The New England Patriots coach suggested back in July that draft prospects do themselves something of a disservice by spending January and February training for combine events rather than doing more football-specific training.

"I think that's a huge mistake that a lot of those players make, but I'm sure they have their reasons for doing it," Belichick said, per the New England Sports Network. "We're training our players to play football, not to go through a bunch of those February drills. Yeah, our training is football intensive. We train them to get ready to play and ultimately that's what they're going to do. Maybe for some of those guys another activity in between or a pro day or whatever it is, but in the end, they're going to make their career playing football. We already know that with our guys, and we don't have to deal with any of that other stuff. We just train them for football. I think it's huge."

Belichick went on to decry the football value in combine training, and he suggested that prospects would be better served doing something else.

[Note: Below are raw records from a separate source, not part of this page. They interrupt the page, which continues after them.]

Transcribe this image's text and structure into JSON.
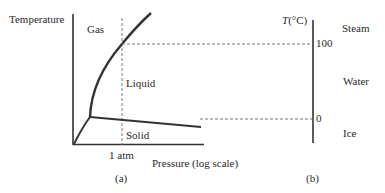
{
  "figure_a": {
    "y_axis_label": "Temperature",
    "x_axis_label": "Pressure (log scale)",
    "x_tick_label": "1 atm",
    "regions": {
      "gas": "Gas",
      "liquid": "Liquid",
      "solid": "Solid"
    },
    "caption": "(a)"
  },
  "figure_b": {
    "axis_label_italic": "T",
    "axis_label_unit": "(°C)",
    "ticks": [
      {
        "label": "100"
      },
      {
        "label": "0"
      }
    ],
    "phases": {
      "steam": "Steam",
      "water": "Water",
      "ice": "Ice"
    },
    "caption": "(b)"
  },
  "colors": {
    "line": "#333333",
    "dash": "#777777",
    "text": "#2a2a2a"
  }
}
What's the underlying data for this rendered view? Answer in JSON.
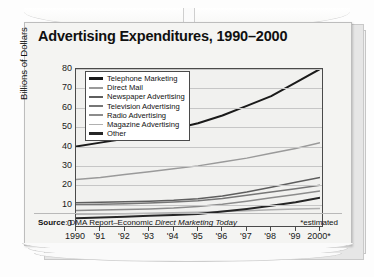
{
  "chart_data": {
    "type": "line",
    "title": "Advertising Expenditures, 1990–2000",
    "xlabel": "Years",
    "ylabel": "Billions of Dollars",
    "ylim": [
      0,
      80
    ],
    "yticks": [
      0,
      10,
      20,
      30,
      40,
      50,
      60,
      70,
      80
    ],
    "grid": true,
    "legend_position": "top-left inside",
    "categories": [
      "1990",
      "'91",
      "'92",
      "'93",
      "'94",
      "'95",
      "'96",
      "'97",
      "'98",
      "'99",
      "2000*"
    ],
    "x": [
      1990,
      1991,
      1992,
      1993,
      1994,
      1995,
      1996,
      1997,
      1998,
      1999,
      2000
    ],
    "series": [
      {
        "name": "Telephone Marketing",
        "color": "#1a1a1a",
        "width": 2.0,
        "values": [
          40,
          42,
          44,
          46,
          49,
          52,
          56,
          61,
          66,
          73,
          80
        ]
      },
      {
        "name": "Direct Mail",
        "color": "#9a9a9a",
        "width": 1.5,
        "values": [
          23,
          24,
          25.5,
          27,
          28.5,
          30,
          32,
          34,
          36.5,
          39,
          42
        ]
      },
      {
        "name": "Newspaper Advertising",
        "color": "#5e5e5e",
        "width": 1.5,
        "values": [
          11,
          11.2,
          11.5,
          11.8,
          12.2,
          13,
          14.5,
          16.5,
          19,
          21.5,
          24
        ]
      },
      {
        "name": "Television Advertising",
        "color": "#767676",
        "width": 1.5,
        "values": [
          10,
          10.2,
          10.5,
          10.8,
          11.3,
          12,
          13.2,
          14.8,
          16.5,
          18.2,
          20
        ]
      },
      {
        "name": "Radio Advertising",
        "color": "#8c8c8c",
        "width": 1.5,
        "values": [
          7,
          7.2,
          7.5,
          7.8,
          8.2,
          9,
          10.2,
          11.8,
          13.5,
          15.2,
          17
        ]
      },
      {
        "name": "Magazine Advertising",
        "color": "#b0b0b0",
        "width": 1.5,
        "values": [
          5,
          5.1,
          5.3,
          5.5,
          5.8,
          6.1,
          6.5,
          6.9,
          7.3,
          7.7,
          8
        ]
      },
      {
        "name": "Other",
        "color": "#262626",
        "width": 2.0,
        "values": [
          3,
          3.4,
          3.8,
          4.2,
          4.6,
          5.2,
          6.4,
          7.8,
          9.4,
          11.2,
          13.5
        ]
      }
    ]
  },
  "footer": {
    "source_label": "Source",
    "source_sep": ": ",
    "source_text": "DMA Report–Economic ",
    "source_italic": "Direct Marketing Today",
    "estimated_note": "*estimated"
  }
}
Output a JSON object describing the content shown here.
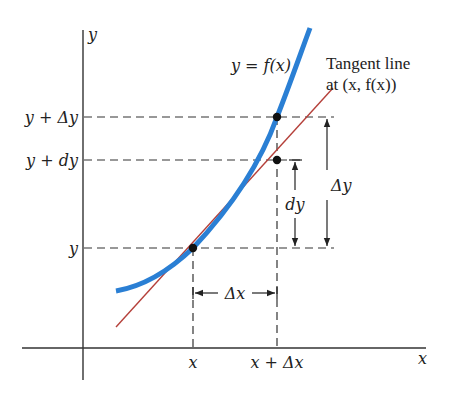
{
  "diagram": {
    "axes": {
      "x_label": "x",
      "y_label": "y"
    },
    "curve_label": "y = f(x)",
    "tangent_label_line1": "Tangent line",
    "tangent_label_line2": "at (x, f(x))",
    "y_ticks": {
      "y_plus_delta_y": "y + Δy",
      "y_plus_dy": "y + dy",
      "y": "y"
    },
    "x_ticks": {
      "x": "x",
      "x_plus_delta_x": "x + Δx"
    },
    "dimension_labels": {
      "delta_x": "Δx",
      "dy": "dy",
      "delta_y": "Δy"
    },
    "colors": {
      "curve": "#2a7fd4",
      "tangent": "#b5403a",
      "axes": "#333333",
      "dashed": "#333333",
      "points": "#111111"
    }
  }
}
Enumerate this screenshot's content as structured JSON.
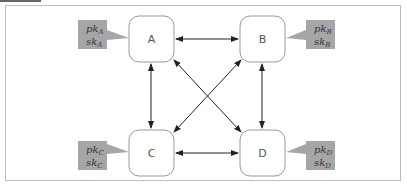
{
  "diagram": {
    "title": "",
    "nodes": [
      {
        "id": "A",
        "label": "A",
        "pk": "pk",
        "sk": "sk",
        "sub": "A"
      },
      {
        "id": "B",
        "label": "B",
        "pk": "pk",
        "sk": "sk",
        "sub": "B"
      },
      {
        "id": "C",
        "label": "C",
        "pk": "pk",
        "sk": "sk",
        "sub": "C"
      },
      {
        "id": "D",
        "label": "D",
        "pk": "pk",
        "sk": "sk",
        "sub": "D"
      }
    ],
    "edges": [
      {
        "from": "A",
        "to": "B",
        "type": "bidirectional"
      },
      {
        "from": "A",
        "to": "C",
        "type": "bidirectional"
      },
      {
        "from": "A",
        "to": "D",
        "type": "bidirectional"
      },
      {
        "from": "B",
        "to": "C",
        "type": "bidirectional"
      },
      {
        "from": "B",
        "to": "D",
        "type": "bidirectional"
      },
      {
        "from": "C",
        "to": "D",
        "type": "bidirectional"
      }
    ],
    "colors": {
      "key_box": "#a6a6a6",
      "node_border": "#999999",
      "arrow": "#222222",
      "frame": "#bdbdbd"
    }
  }
}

"I think there are a lot of players and I think a lot of players learn from that, that they look at their rookie year and feel like, 'I wasn't really as physically as well prepared as maybe I was in college or what I will be in their succeeding years in the league,' and train more for football and train less for the broad jump and three-cone drill and stuff like that. I think a lot of those guys hopefully learn that lesson and intensify their physical football training after they've had that year of, in a lot of cases, I would say non-football training or very limited training for actually football."

Belichick's argument that excellence in combine drills doesn't necessarily foretell excellence on the football field is most certainly on the mark. But as for his suggestion that prospects should be doing something else with their time in the weeks before the combine, who is he kidding? In January, most of them are just coming off a 13-game season following a bowl appearance. If they take just a week off to recuperate, they're then looking at a six-week window before the combine. It's a competitive environment to impress 32 NFL clubs and stake as much of a claim as possible to millions of dollars in rookie salaries.

For many, pro football is a short-term career that might not pay at all beyond the first contract signed. For some, excelling at the combine is the only chance to be drafted at all, much less flourish as a pro. So forgive them if they're more concerned about draft position than anything else at this time of year.

They'll be focused on football training soon enough.